India will disorient you. In your first 24–48 hours, you will experience a sensory intensity that has no European equivalent — the noise, the colour, the crowds, the smells (extraordinary and occasionally challenging), the chaos of traffic, the warmth of strangers, the persistence of touts. Some Europeans find this exhilarating from the first moment. Others need two or three days to recalibrate.
Both responses are completely normal. What matters is not arriving expecting it to be easy — but arriving knowing that the disorientation is temporary, that it resolves into something remarkable, and that the travellers who get the most from India are those who approach it with curiosity rather than resistance.
India doesn't reveal itself quickly. It rewards patience, attention, and the willingness to be genuinely surprised. Come ready to be changed by it — not just to photograph it.
— Siddharth
That quality of attention — being genuinely present in a place rather than ticking it off — is what separates the travellers who return saying India was the best trip of their lives from those who found it overwhelming and left glad to be home.

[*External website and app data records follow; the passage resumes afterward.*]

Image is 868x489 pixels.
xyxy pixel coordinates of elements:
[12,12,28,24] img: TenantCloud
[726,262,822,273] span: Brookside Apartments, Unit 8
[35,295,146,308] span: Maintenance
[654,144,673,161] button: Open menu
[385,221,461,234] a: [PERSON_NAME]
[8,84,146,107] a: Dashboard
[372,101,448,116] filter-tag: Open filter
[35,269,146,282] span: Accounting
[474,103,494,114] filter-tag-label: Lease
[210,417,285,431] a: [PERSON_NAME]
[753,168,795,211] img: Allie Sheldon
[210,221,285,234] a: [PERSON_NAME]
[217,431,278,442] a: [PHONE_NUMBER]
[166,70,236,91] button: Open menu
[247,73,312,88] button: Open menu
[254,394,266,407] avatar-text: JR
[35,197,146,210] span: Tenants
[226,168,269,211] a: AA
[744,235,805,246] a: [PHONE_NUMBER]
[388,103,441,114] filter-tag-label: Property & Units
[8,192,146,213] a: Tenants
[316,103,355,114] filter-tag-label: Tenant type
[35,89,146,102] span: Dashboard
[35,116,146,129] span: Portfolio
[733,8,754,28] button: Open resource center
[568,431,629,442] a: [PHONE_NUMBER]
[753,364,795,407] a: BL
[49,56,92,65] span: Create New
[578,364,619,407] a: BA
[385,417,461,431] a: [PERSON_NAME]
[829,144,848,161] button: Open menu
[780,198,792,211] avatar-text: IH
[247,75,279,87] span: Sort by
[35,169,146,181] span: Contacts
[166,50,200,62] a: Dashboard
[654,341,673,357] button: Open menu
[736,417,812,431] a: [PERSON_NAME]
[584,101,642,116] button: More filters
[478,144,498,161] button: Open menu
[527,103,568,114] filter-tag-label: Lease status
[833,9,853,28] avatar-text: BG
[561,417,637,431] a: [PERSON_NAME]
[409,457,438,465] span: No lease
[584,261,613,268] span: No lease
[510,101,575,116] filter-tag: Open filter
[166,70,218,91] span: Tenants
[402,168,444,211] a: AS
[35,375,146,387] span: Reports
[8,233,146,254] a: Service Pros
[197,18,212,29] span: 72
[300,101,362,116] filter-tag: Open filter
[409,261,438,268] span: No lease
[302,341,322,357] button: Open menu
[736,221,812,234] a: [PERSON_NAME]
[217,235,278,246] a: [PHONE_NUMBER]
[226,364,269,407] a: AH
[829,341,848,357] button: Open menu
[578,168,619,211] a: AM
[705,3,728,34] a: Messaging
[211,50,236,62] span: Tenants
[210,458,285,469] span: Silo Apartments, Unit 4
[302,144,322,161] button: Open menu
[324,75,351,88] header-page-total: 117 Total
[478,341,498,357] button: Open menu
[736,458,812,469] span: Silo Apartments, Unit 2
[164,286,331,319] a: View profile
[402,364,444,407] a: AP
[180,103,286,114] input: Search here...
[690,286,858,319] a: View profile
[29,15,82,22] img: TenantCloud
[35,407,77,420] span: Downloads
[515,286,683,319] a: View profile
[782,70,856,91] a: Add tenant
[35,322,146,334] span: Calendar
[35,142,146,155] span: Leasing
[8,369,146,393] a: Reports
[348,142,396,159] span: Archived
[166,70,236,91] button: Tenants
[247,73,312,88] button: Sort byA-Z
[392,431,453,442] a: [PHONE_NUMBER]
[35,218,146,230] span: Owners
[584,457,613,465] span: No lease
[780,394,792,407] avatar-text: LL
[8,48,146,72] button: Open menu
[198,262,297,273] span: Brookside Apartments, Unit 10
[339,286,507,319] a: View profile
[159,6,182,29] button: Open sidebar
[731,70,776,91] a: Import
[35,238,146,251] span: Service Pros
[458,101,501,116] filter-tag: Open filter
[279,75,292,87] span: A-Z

India is both of those trips, depending on how you arrive at it. This guide is an attempt to make sure yours is the first kind.
Questions Europeans ask before their first trip to India
For most first-time European visitors, November to February is the ideal window. Temperatures are comfortable across Rajasthan, Kerala, and the Ganges plain, the light is extraordinary, and the country is fully accessible. Summer (April–June) is brutally hot in the north; the monsoon (July–September) is regionally variable — an adventure in the right hands.

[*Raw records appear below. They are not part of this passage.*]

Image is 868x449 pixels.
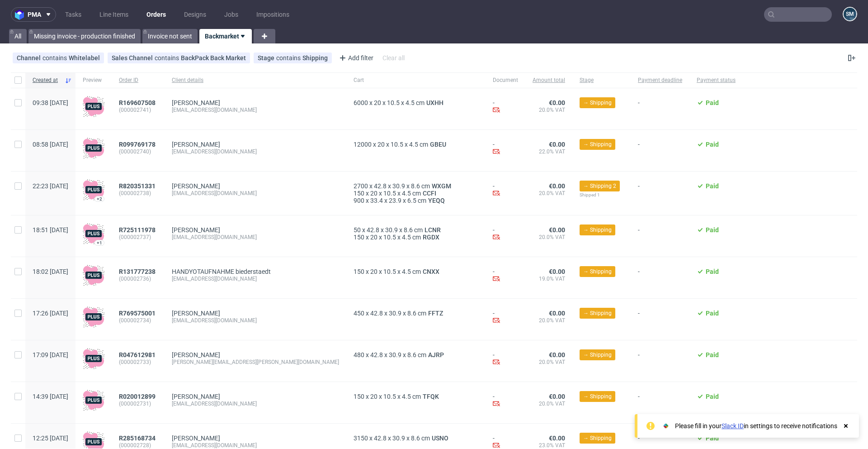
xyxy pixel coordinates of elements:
[82,348,105,369] img: plus-icon.676465ae8f3a83198b3f.png
[353,190,364,197] span: 150
[374,434,430,442] span: 42.8 x 30.9 x 8.6 cm
[336,51,375,65] div: Add filter
[172,268,271,275] a: HANDYOTAUFNAHME biederstaedt
[32,183,68,190] span: 22:23 [DATE]
[180,55,246,62] div: BackPack Back Market
[119,392,157,400] a: R020012899
[172,141,220,148] a: [PERSON_NAME]
[638,77,682,84] span: Payment deadline
[367,226,423,233] span: 42.8 x 30.9 x 8.6 cm
[119,148,157,155] span: (000002740)
[532,77,565,84] span: Amount total
[353,351,478,358] div: x
[119,77,157,84] span: Order ID
[423,226,443,233] a: LCNR
[583,99,612,107] span: → Shipping
[32,392,68,400] span: 14:39 [DATE]
[532,107,565,114] span: 20.0% VAT
[549,434,565,442] span: €0.00
[706,351,719,358] span: Paid
[843,8,856,20] figcaption: SM
[430,183,453,190] a: WXGM
[82,96,105,117] img: plus-icon.676465ae8f3a83198b3f.png
[421,392,441,400] span: TFQK
[638,309,682,329] span: -
[258,55,276,62] span: Stage
[119,434,155,442] span: R285168734
[706,434,719,442] span: Paid
[119,183,155,190] span: R820351331
[353,99,368,107] span: 6000
[172,309,220,316] a: [PERSON_NAME]
[112,55,155,62] span: Sales Channel
[583,309,612,317] span: → Shipping
[580,77,623,84] span: Stage
[370,233,421,240] span: 20 x 10.5 x 4.5 cm
[493,226,518,242] div: -
[119,268,157,275] a: R131777238
[353,309,478,316] div: x
[706,268,719,275] span: Paid
[549,268,565,275] span: €0.00
[60,7,87,21] a: Tasks
[706,141,719,148] span: Paid
[172,392,220,400] a: [PERSON_NAME]
[370,392,421,400] span: 20 x 10.5 x 4.5 cm
[353,434,478,442] div: x
[172,226,220,233] a: [PERSON_NAME]
[427,309,445,316] a: FFTZ
[172,233,339,240] div: [EMAIL_ADDRESS][DOMAIN_NAME]
[532,316,565,324] span: 20.0% VAT
[119,400,157,407] span: (000002731)
[82,389,105,411] img: plus-icon.676465ae8f3a83198b3f.png
[430,434,450,442] a: USNO
[493,183,518,198] div: -
[353,268,364,275] span: 150
[172,400,339,407] div: [EMAIL_ADDRESS][DOMAIN_NAME]
[119,99,157,107] a: R169607508
[119,392,155,400] span: R020012899
[549,183,565,190] span: €0.00
[427,197,447,204] a: YEQQ
[421,190,438,197] a: CCFI
[119,434,157,442] a: R285168734
[251,7,295,21] a: Impositions
[353,77,478,84] span: Cart
[549,99,565,107] span: €0.00
[94,7,134,21] a: Line Items
[119,309,155,316] span: R769575001
[549,141,565,148] span: €0.00
[172,358,339,366] div: [PERSON_NAME][EMAIL_ADDRESS][PERSON_NAME][DOMAIN_NAME]
[172,351,220,358] a: [PERSON_NAME]
[353,197,364,204] span: 900
[172,275,339,282] div: [EMAIL_ADDRESS][DOMAIN_NAME]
[353,392,364,400] span: 150
[549,351,565,358] span: €0.00
[142,29,197,44] a: Invoice not sent
[638,141,682,160] span: -
[353,268,478,275] div: x
[353,197,478,204] div: x
[42,55,69,62] span: contains
[353,141,478,148] div: x
[377,141,428,148] span: 20 x 10.5 x 4.5 cm
[17,55,42,62] span: Channel
[580,191,623,199] div: Shipped 1
[425,99,445,107] a: UXHH
[353,141,371,148] span: 12000
[428,141,448,148] a: GBEU
[179,7,212,21] a: Designs
[172,434,220,442] a: [PERSON_NAME]
[583,225,612,234] span: → Shipping
[353,309,364,316] span: 450
[493,99,518,115] div: -
[549,226,565,233] span: €0.00
[353,233,478,240] div: x
[353,226,361,233] span: 50
[199,29,252,44] a: Backmarket
[172,99,220,107] a: [PERSON_NAME]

Most EU and UK nationals qualify for India's Tourist e-Visa, available online at indianvisaonline.gov.in. It allows stays of up to 90 days and should be applied for at least 2–3 weeks before travel. Avoid third-party sites that charge inflated processing fees — only use the official government portal.

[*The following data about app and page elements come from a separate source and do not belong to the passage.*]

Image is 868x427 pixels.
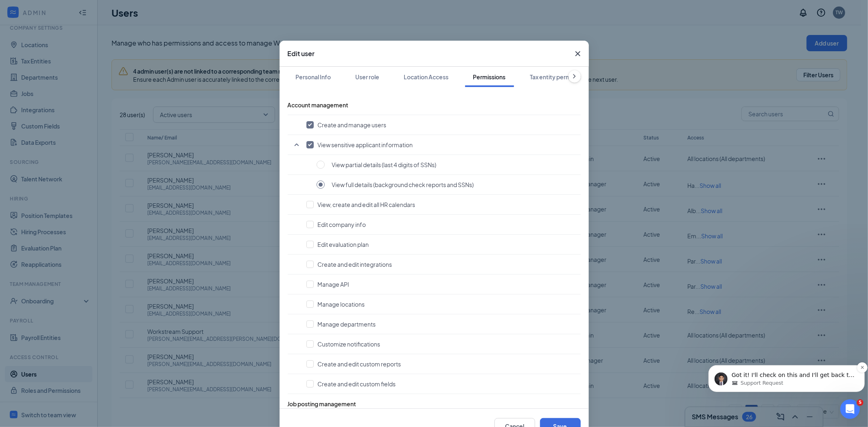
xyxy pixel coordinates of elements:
button: Create and edit custom fields [306,380,576,388]
button: Customize notifications [306,340,576,348]
span: Manage locations [318,300,365,309]
span: Create and edit integrations [318,260,393,268]
h3: Edit user [287,49,315,58]
span: Manage API [318,281,350,288]
button: View partial details (last 4 digits of SSNs) [317,160,576,169]
span: View partial details (last 4 digits of SSNs) [332,160,436,169]
svg: SmallChevronUp [292,140,301,150]
div: Location Access [404,72,449,81]
iframe: Intercom notifications message [706,348,868,405]
span: Manage departments [318,320,376,328]
span: View, create and edit all HR calendars [318,201,416,209]
span: View full details (background check reports and SSNs) [332,180,474,188]
button: Manage API [306,281,576,288]
span: Edit company info [318,220,366,229]
button: Create and manage users [306,121,576,129]
span: Create and manage users [318,121,387,129]
span: View sensitive applicant information [318,141,413,149]
span: Create and edit custom fields [318,380,396,388]
button: Edit evaluation plan [306,240,576,248]
span: Job posting management [287,400,357,407]
span: Customize notifications [318,340,380,348]
div: Personal Info [296,72,331,81]
button: View full details (background check reports and SSNs) [317,180,576,189]
svg: Cross [573,49,583,58]
button: View sensitive applicant information [306,141,576,149]
svg: ChevronRight [571,72,579,81]
button: Create and edit custom reports [306,360,576,368]
iframe: Intercom live chat [841,399,861,419]
div: User role [356,72,380,81]
span: 5 [857,399,864,406]
button: Edit company info [306,220,576,229]
button: Close [567,40,589,67]
span: Create and edit custom reports [318,360,401,368]
button: ChevronRight [569,71,581,82]
button: Create and edit integrations [306,260,576,268]
span: Account management [287,101,349,109]
div: Tax entity permissions [530,72,590,81]
button: Manage departments [306,320,576,328]
span: Edit evaluation plan [318,240,369,248]
div: Permissions [474,72,506,81]
button: View, create and edit all HR calendars [306,201,576,209]
button: Manage locations [306,300,576,309]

India is safe for well-prepared Western travellers. The most common challenges — stomach illness, transport confusion, and tourist pricing — are all manageable with the right briefing. Private hospitals in major Indian cities are of a high standard. Comprehensive travel insurance including medical evacuation is essential.
A minimum of 10–14 days is recommended to experience India meaningfully. Two weeks allows for one or two regions explored properly. Trying to cover too much ground in too little time is the most common first-time mistake — India rewards depth over breadth.
It depends entirely on your travel style. Rajasthan suits those drawn to palaces, desert, and dramatic colour. Kerala is India's gentlest entry point — lush, calm, and extraordinary for food and backwaters. Varanasi is the most spiritually intense experience on earth. The Golden Triangle (Delhi, Agra, Jaipur) is accessible but heavily touristed. A personal consultant can match you to the right region.
India is very affordable for Europeans. A good mid-range hotel costs €30–80 per night, an excellent restaurant meal €5–15 per person, and an overnight AC train €10–25. Internal flights run €40–90 booked in advance. A well-planned two-week trip including flights from Europe typically costs €2,000–4,000 per person depending on standard.
Indian Railways is the best way to travel between cities for distances under 8 hours — book AC 2-tier or AC 3-tier class well in advance through IRCTC. For longer distances, domestic flights on IndiGo or Air India Express are efficient and affordable. Within a region, a private driver-guide offers flexibility and local knowledge that no app can match.
Ready to plan your first India trip?
Tell Siddharth where in India draws you, how long you have, and what kind of traveller you are. He'll ask the right questions and build something genuinely worth the journey.